Sunday, October 30, 2011

1939 "War Of the Worlds" Article

Astounding Outcome Of The "Martian Scare"!


This is an article from the February 1939 issue of Radio Mirror about the effects of Orson Welles' phenomenal WOTW broadcast!









I love the way they use a photo of actor Bill Johnstone as The Shadow here...









Don't you all remember how you used to sneak spoonfuls of tasty, delicious Fletcher's Castoria castor oil when mom and dad weren't looking? Mmmmm...

Although mostly fluff (and surpisingly devoid of anger), the ending of the article does mention the "radio censorship ghost", a new awareness for this country to prepare against war, a change in news broadcasts, and radio's exodus from Hollywood. Interesting and insightful points, given that this story was probably written only about two months after the WOTW broadcast!





Maybe THIS picture should have been in the article (the REAL Orson Welles as the Shadow!) -

Sunday, October 2, 2011

Little TOTM'ers

SO - after months of no posts (sorry!)...

My previous post was regarding some work we did at a local middle school, getting some of the youths a bit acquainted with a nearly-extinct artform: "Old Time Radio".

During the summer, we did another OTR class/demonstration for students who were lucky enough to be taking summer classes - and again, as before, almost none of youths knew what on earth Old Time Radio was. Well, as it turned out, there actually WAS one kid there who knew about OTR, and was a pretty big fan. But as for the rest of the class...absolutely no idea. Well, we fixed that! Now they know a Radio Orphan Annie decoder from a hole in the ground (which is where you can find ROA decoders, if you dig in the right places!).

Well, long story longer, I'd carted my equipment (microphones and scripts and sound effects and decoders and so on) home, and didn't quite get to putting it all away immediately. And one Friday night, when my nieces and nephew dropped over to the house for a sleep-over, that "pile of stuff" got some interested looks...

Talk about different art projects to keep the kids busy!

They enjoyed digging through the mountain of sound effects objects (trying all of them along the way, of course), and picking out the ones that would be used in the goofy horror show we'd picked out - "The Strange Doctor Weird - The Voice Of Death!". After I did a little coaching about using different voices, turning pages quietly, and microphone technique, we picked out roles, highlighted the scripts, did a single read-through, and then recorded this (which includes editing and added music and extra pre-recorded sound effects):



WOW! I actually got the kids to read! And act! And learn a handful of new vocabulary words! And have fun! And they even helped me put away my sound effects stuff, too! What a bunch of good kids.

There's no reason for OTR to ever die. It just needs to keep being introduced.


◆ **WHAT YOU ARE ASKED TO DO**
Using the listing that follows, return every line with the word "left".

◆ **EXERCISE DATA**
---
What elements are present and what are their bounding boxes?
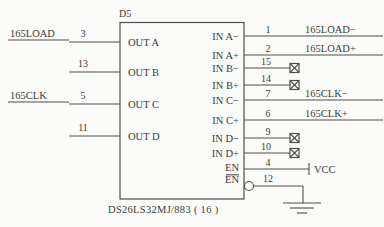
pin2-number: 2 — [266, 43, 271, 54]
right-pin-row-in-c-plus: 6 IN C+ 165CLK+ — [212, 108, 383, 126]
pin15-number: 15 — [261, 56, 271, 67]
pin9-number: 9 — [266, 126, 271, 137]
no-connect-icon — [290, 134, 299, 143]
active-low-bubble-icon — [245, 182, 254, 191]
ic-pin-name-in-c-plus: IN C+ — [212, 115, 239, 126]
ic-pin-name-in-b-plus: IN B+ — [212, 80, 239, 91]
pin14-number: 14 — [261, 73, 271, 84]
right-pin-row-in-a-minus: 1 IN A− 165LOAD− — [212, 24, 383, 42]
ground-icon — [283, 203, 321, 213]
ic-pin-name-out-d: OUT D — [128, 131, 160, 142]
ic-pin-name-in-a-plus: IN A+ — [212, 50, 239, 61]
pin3-number: 3 — [81, 28, 86, 39]
left-pin-row-out-c: 165CLK 5 OUT C — [8, 90, 159, 110]
left-pin-row-out-d: 11 OUT D — [69, 122, 160, 142]
pin1-number: 1 — [266, 24, 271, 35]
right-pin-row-in-a-plus: 2 IN A+ 165LOAD+ — [212, 43, 383, 61]
right-pin-row-en: 4 EN VCC — [225, 157, 336, 175]
pin7-number: 7 — [266, 88, 271, 99]
no-connect-icon — [290, 81, 299, 90]
pin12-number: 12 — [263, 173, 273, 184]
vcc-label: VCC — [314, 164, 336, 175]
ic-pin-name-in-b-minus: IN B− — [212, 63, 239, 74]
net-label: 165LOAD− — [305, 24, 356, 35]
ic-pin-name-in-d-plus: IN D+ — [212, 148, 239, 159]
pin5-number: 5 — [81, 90, 86, 101]
left-pin-row-out-b: 13 OUT B — [69, 58, 159, 78]
right-pin-row-in-b-plus: 14 IN B+ — [212, 73, 299, 91]
right-pin-row-en-bar: EN 12 — [225, 173, 321, 213]
pin11-number: 11 — [78, 122, 88, 133]
net-label: 165LOAD+ — [305, 43, 356, 54]
pin13-number: 13 — [78, 58, 88, 69]
no-connect-icon — [290, 64, 299, 73]
net-label: 165CLK− — [305, 88, 348, 99]
left-pin-row-out-a: 165LOAD 3 OUT A — [8, 28, 159, 48]
pin4-number: 4 — [266, 157, 271, 168]
right-pin-row-in-d-minus: 9 IN D− — [212, 126, 299, 144]
pin6-number: 6 — [266, 108, 271, 119]
ic-pin-name-out-c: OUT C — [128, 99, 159, 110]
ic-part-number: DS26LS32MJ/883 ( 16 ) — [108, 204, 219, 216]
net-label: 165CLK — [10, 90, 47, 101]
ic-pin-name-out-a: OUT A — [128, 37, 159, 48]
pin10-number: 10 — [261, 141, 271, 152]
ic-pin-name-in-c-minus: IN C− — [212, 95, 239, 106]
ic-pin-name-in-d-minus: IN D− — [212, 133, 239, 144]
ic-pin-name-in-a-minus: IN A− — [212, 31, 239, 42]
net-label: 165LOAD — [10, 28, 55, 39]
ic-pin-name-out-b: OUT B — [128, 67, 159, 78]
schematic: D5 DS26LS32MJ/883 ( 16 ) 165LOAD 3 OUT A… — [0, 0, 384, 227]
ic-pin-name-en: EN — [225, 162, 239, 173]
ic-pin-name-en-bar: EN — [225, 174, 239, 185]
no-connect-icon — [290, 149, 299, 158]
ic-designator: D5 — [119, 8, 131, 19]
net-label: 165CLK+ — [305, 108, 348, 119]
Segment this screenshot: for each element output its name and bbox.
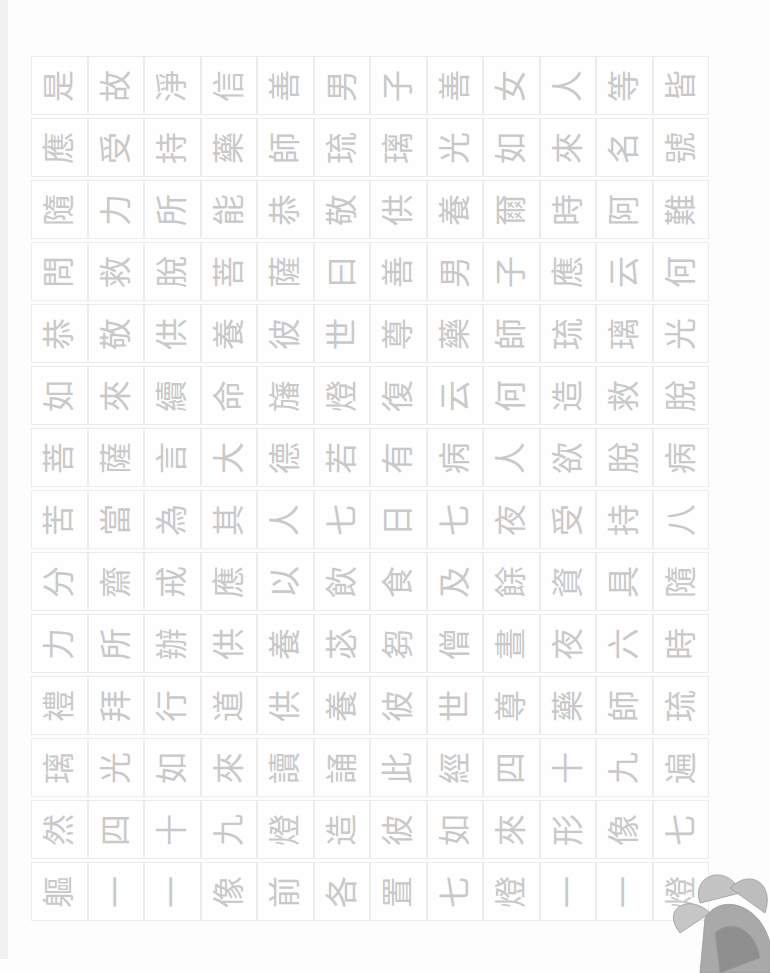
practice-cell: 尊 <box>370 304 427 363</box>
practice-cell: 薩 <box>257 242 314 301</box>
character-glyph: 八 <box>665 504 697 536</box>
character-glyph: 藥 <box>552 690 584 722</box>
character-glyph: 各 <box>326 876 358 908</box>
practice-cell: 名 <box>596 118 653 177</box>
practice-cell: 藥 <box>427 304 484 363</box>
practice-cell: 一 <box>144 862 201 921</box>
character-glyph: 淨 <box>156 70 188 102</box>
practice-cell: 十 <box>540 738 597 797</box>
character-glyph: 及 <box>439 566 471 598</box>
practice-cell: 具 <box>596 552 653 611</box>
practice-cell: 云 <box>427 366 484 425</box>
practice-cell: 禮 <box>31 676 88 735</box>
practice-cell: 男 <box>427 242 484 301</box>
character-glyph: 當 <box>100 504 132 536</box>
character-glyph: 信 <box>213 70 245 102</box>
practice-cell: 拜 <box>88 676 145 735</box>
character-glyph: 藥 <box>213 132 245 164</box>
character-glyph: 光 <box>665 318 697 350</box>
practice-cell: 七 <box>427 862 484 921</box>
practice-cell: 苦 <box>31 490 88 549</box>
practice-cell: 養 <box>201 304 258 363</box>
character-glyph: 一 <box>156 876 188 908</box>
character-glyph: 號 <box>665 132 697 164</box>
character-glyph: 養 <box>326 690 358 722</box>
practice-cell: 彼 <box>370 676 427 735</box>
practice-cell: 齋 <box>88 552 145 611</box>
character-glyph: 若 <box>326 442 358 474</box>
practice-cell: 何 <box>653 242 710 301</box>
practice-cell: 人 <box>540 56 597 115</box>
character-glyph: 爾 <box>495 194 527 226</box>
practice-cell: 七 <box>653 800 710 859</box>
character-glyph: 時 <box>665 628 697 660</box>
character-glyph: 言 <box>156 442 188 474</box>
character-glyph: 受 <box>100 132 132 164</box>
character-glyph: 九 <box>213 814 245 846</box>
practice-cell: 燈 <box>314 366 371 425</box>
character-glyph: 云 <box>608 256 640 288</box>
practice-cell: 藥 <box>201 118 258 177</box>
practice-cell: 命 <box>201 366 258 425</box>
character-glyph: 男 <box>326 70 358 102</box>
practice-cell: 應 <box>540 242 597 301</box>
character-glyph: 力 <box>100 194 132 226</box>
practice-cell: 旛 <box>257 366 314 425</box>
character-glyph: 云 <box>439 380 471 412</box>
calligraphy-practice-grid: 是故淨信善男子善女人等皆應受持藥師琉璃光如來名號隨力所能恭敬供養爾時阿難問救脫菩… <box>31 56 709 921</box>
practice-cell: 敬 <box>314 180 371 239</box>
character-glyph: 師 <box>608 690 640 722</box>
character-glyph: 飲 <box>326 566 358 598</box>
practice-cell: 尊 <box>483 676 540 735</box>
practice-cell: 淨 <box>144 56 201 115</box>
practice-cell: 琉 <box>540 304 597 363</box>
character-glyph: 日 <box>382 504 414 536</box>
character-glyph: 持 <box>608 504 640 536</box>
character-glyph: 病 <box>665 442 697 474</box>
character-glyph: 軀 <box>43 876 75 908</box>
practice-cell: 號 <box>653 118 710 177</box>
practice-cell: 璃 <box>370 118 427 177</box>
character-glyph: 供 <box>269 690 301 722</box>
character-glyph: 子 <box>382 70 414 102</box>
character-glyph: 道 <box>213 690 245 722</box>
practice-cell: 餘 <box>483 552 540 611</box>
practice-cell: 有 <box>370 428 427 487</box>
character-glyph: 燈 <box>326 380 358 412</box>
practice-cell: 芻 <box>370 614 427 673</box>
character-glyph: 有 <box>382 442 414 474</box>
character-glyph: 人 <box>552 70 584 102</box>
practice-cell: 持 <box>596 490 653 549</box>
character-glyph: 燈 <box>495 876 527 908</box>
practice-cell: 力 <box>31 614 88 673</box>
character-glyph: 受 <box>552 504 584 536</box>
character-glyph: 九 <box>608 752 640 784</box>
practice-cell: 供 <box>144 304 201 363</box>
practice-cell: 子 <box>370 56 427 115</box>
character-glyph: 琉 <box>665 690 697 722</box>
practice-cell: 及 <box>427 552 484 611</box>
character-glyph: 如 <box>156 752 188 784</box>
practice-cell: 軀 <box>31 862 88 921</box>
practice-cell: 夜 <box>483 490 540 549</box>
practice-cell: 九 <box>596 738 653 797</box>
character-glyph: 禮 <box>43 690 75 722</box>
practice-cell: 苾 <box>314 614 371 673</box>
practice-cell: 男 <box>314 56 371 115</box>
practice-cell: 爾 <box>483 180 540 239</box>
character-glyph: 力 <box>43 628 75 660</box>
character-glyph: 齋 <box>100 566 132 598</box>
practice-cell: 各 <box>314 862 371 921</box>
character-glyph: 供 <box>382 194 414 226</box>
character-glyph: 行 <box>156 690 188 722</box>
character-glyph: 璃 <box>608 318 640 350</box>
character-glyph: 尊 <box>382 318 414 350</box>
character-glyph: 七 <box>665 814 697 846</box>
practice-cell: 道 <box>201 676 258 735</box>
practice-cell: 救 <box>596 366 653 425</box>
character-glyph: 供 <box>156 318 188 350</box>
practice-cell: 恭 <box>257 180 314 239</box>
practice-cell: 然 <box>31 800 88 859</box>
character-glyph: 置 <box>382 876 414 908</box>
practice-cell: 彼 <box>370 800 427 859</box>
---
◆ **PROBLEM SOLUTION**
left-pin-row-out-c: 165CLK 5 OUT C — [8, 90, 159, 110]
left-pin-row-out-d: 11 OUT D — [69, 122, 160, 142]
left-pin-row-out-b: 13 OUT B — [69, 58, 159, 78]
left-pin-row-out-a: 165LOAD 3 OUT A — [8, 28, 159, 48]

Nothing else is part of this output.